I grew up on a stable in Iowa, then went to Utah to go to college and climb rocks.
My first job out of high school was at a tiny, unprofitable address verification company that was about as boring or mundane a subject matter as you could get. (I know more about addresses than I ever cared to know!) While address updates still arrived on a DVD every month, we were pushing for people to automate verification through online APIs, which back that was still kind of a novel thing. After a few years of just a small team working hard on it, we became the #1 search result, and by now, I think the company has dozens of employees.
Towards the end of college, I started doing my own thing — consulting work here and there or working on open source projects that I started as an undergraduate. After getting my master’s degree, I was looking for a company interested in taking the project under their wing to help it grow and to give that value back to the company and its customers.
Caddy is a powerful, enterprise-ready, open-source web server with automatic HTTPS written in Go. It offers stronger memory safety guarantees than other servers and keeps your sites up when other servers don’t. With Caddy, your deployments can have fewer moving parts, which means less to maintain, less sunk costs, and fewer things that can go wrong.
At the time, I was building lots of little websites for school, personal, and work projects; and I felt constrained by the web servers at the time. It felt like a space that hasn’t innovated for about a decade. So I wrote my own. It was also an excellent way to learn the Go programming language.
Caddy obtains and renews TLS certificates for all your sites, automatically, without needing any extra configuration.
Anyone who is setting up a production website or service, developing sites locally, or using TLS certificates at all would find Caddy useful.
Every site on HTTPS. We are calling on all other web servers to use TLS by default. Yet five years later, while there are more servers that you can configure to automate TLS, Caddy is still the only one to enable it by default. For some reason, we demand privacy from all our software and services, but among web servers, there’s been pushback in adopting this mentality, and that’s nonsensical. If we want to enjoy freedom online, we must act responsibly and provide privacy. I guess I’m hoping that Caddy will supplant the old, unsafe, error-prone, confining ways of doing things.
Caddy is particularly popular among companies offering services with “custom domains” features, as Caddy will automatically provision and manage certs for those domains, greatly simplifying their deployments. Other companies have swapped out other servers for Caddy and found that it significantly improved performance and increased capacity. I know of several large tech companies you’re familiar with which use Caddy, but that’s about all I can say.

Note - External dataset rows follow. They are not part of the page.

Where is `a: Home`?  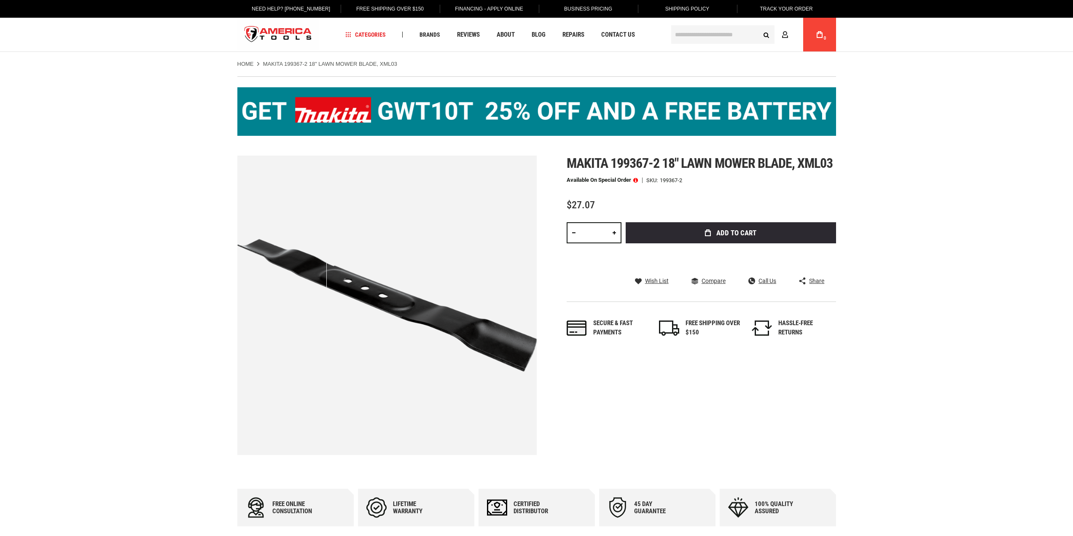 a: Home is located at coordinates (245, 64).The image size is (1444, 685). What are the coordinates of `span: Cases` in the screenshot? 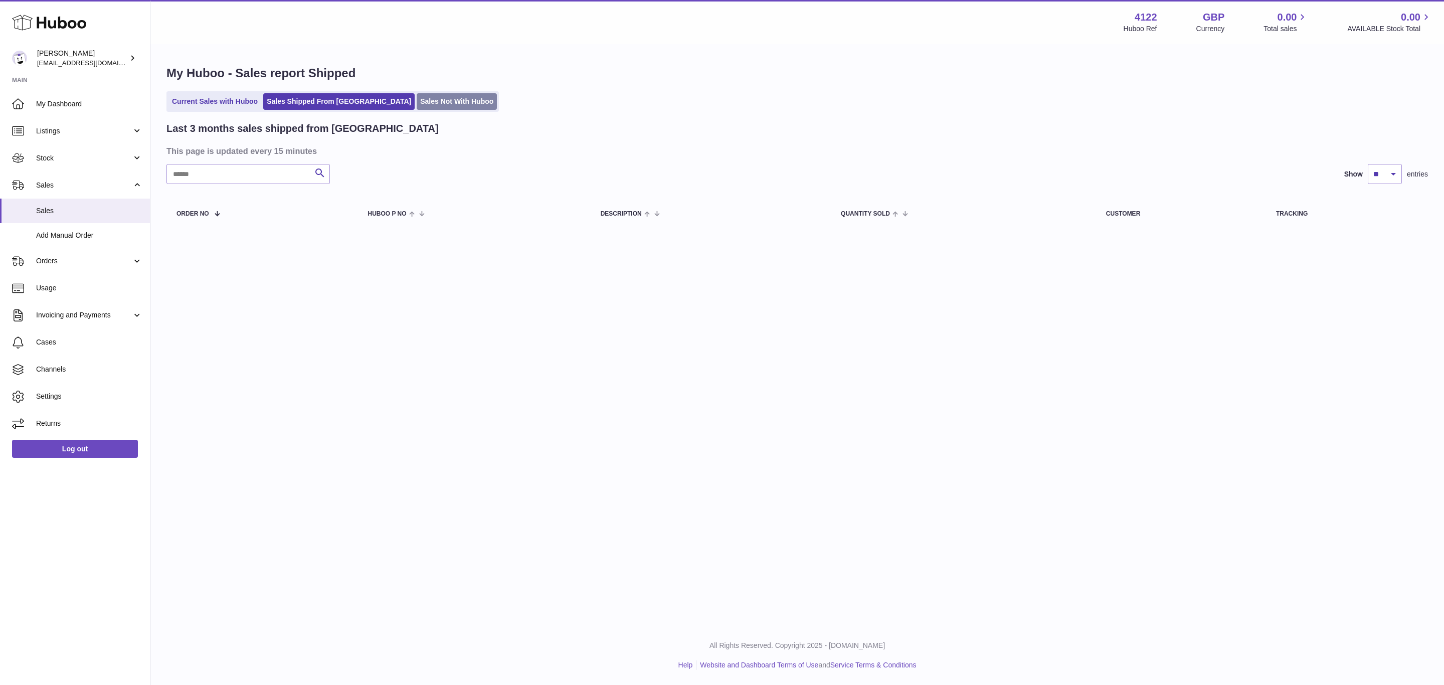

For now, from our release page on GitHub. We also have some official packages, but lots of work still going on there, and we need help making new ones: https://caddyserver.com/docs/install#official-packages
You can refer to the docs here.
Caddy 2 is around the corner (and might already be released by the time you read this). It’s been 14 months in development, and we’ve closed about 400-500 issues in the process. It’s an entirely new architecture that acts more like an extensible platform for server apps than merely being a web server. I think the top new features include an online configuration API, config adapters so you can configure your server with whatever syntax/format you want to, and vastly improved request matching capabilities.
You can donate via GitHub Sponsors. I would definitely appreciate sponsors — this wouldn’t be possible without the help of both individual and corporate sponsors, since I do this full-time.